MoSCoW Method: Effective Requirements Prioritisation

The MoSCoW method organises project requirements into 4 categories: Must have (essential), Should have (important), Could have (desirable), and Won't have (out of scope). Its purpose is to force an explicit priority conversation before committing team resources and time.

Methodologies

The Kano Model: Improving Customer Satisfaction

The Kano model classifies product features into three types: basics (what customers take for granted), performance (where more investment yields more satisfaction), and emotional delighters (unexpected extras that build loyalty). Knowing which category each feature belongs to sharpens every roadmap decision.

Methodologies

Design Thinking: Methods and Strategies

Design thinking is a user-centred problem-solving methodology structured around five iterative phases: empathise, define, ideate, prototype, and test. Following the Design Council Double Diamond model, it first identifies the right problem, then designs the right solution. Applicable to digital products, internal processes, and business models alike.

Methodologies

OKR Methodology: Maximise Your Objectives

The OKR (Objectives and Key Results) methodology is a goal-management system that aligns the entire organisation, from the CEO to every team, around ambitious, measurable goals. Each qualitative objective pairs with quantifiable key results, reviewed every quarter to keep focus without the rigidity of an annual plan.

Methodologies

Agile Methodologies: Optimising Project Development

Agile methodologies (Scrum, Kanban, Extreme Programming) replace rigid upfront planning with short, iterative cycles: each sprint delivers working software, brings in real customer feedback, and lets teams correct course before a mistake becomes expensive.

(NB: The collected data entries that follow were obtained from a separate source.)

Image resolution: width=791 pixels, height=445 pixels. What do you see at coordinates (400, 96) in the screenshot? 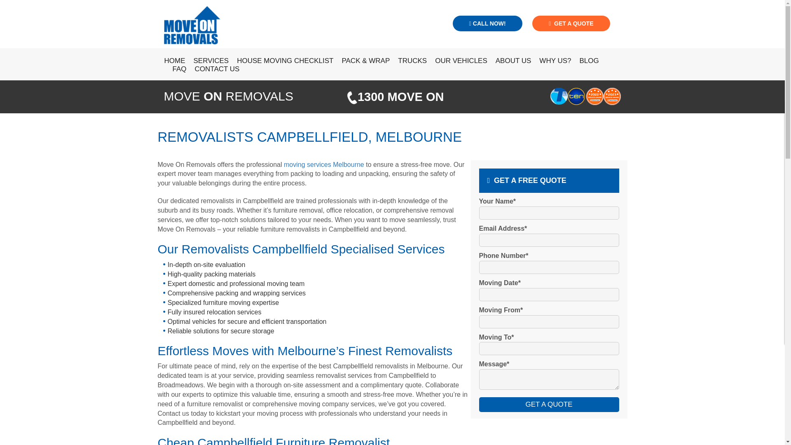
I see `1300 MOVE ON` at bounding box center [400, 96].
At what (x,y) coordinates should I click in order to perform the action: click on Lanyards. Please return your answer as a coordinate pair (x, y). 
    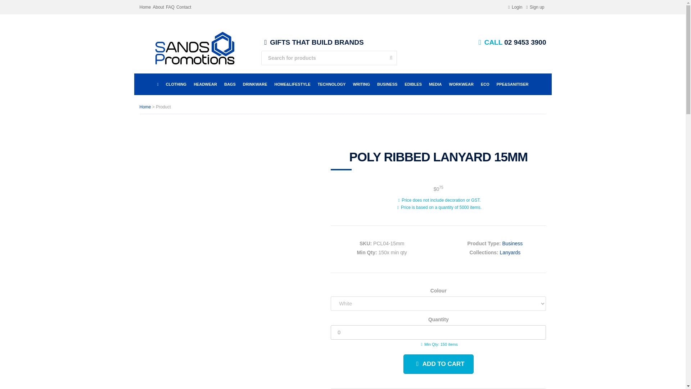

Born from the 2001 Agile Manifesto, they are now applied well beyond software, in marketing, design, and research too.

Methodologies

Methodologies for Defining Objectives: A Strategic Approach

SMART, OKR, and Balanced Scorecard are the three reference methodologies for defining strategic objectives: SMART validates that each objective is specific and measurable, OKR vertically aligns organisational ambition through quarterly reviews, and Balanced Scorecard connects financial indicators with processes, customers, and learning across four complementary perspectives.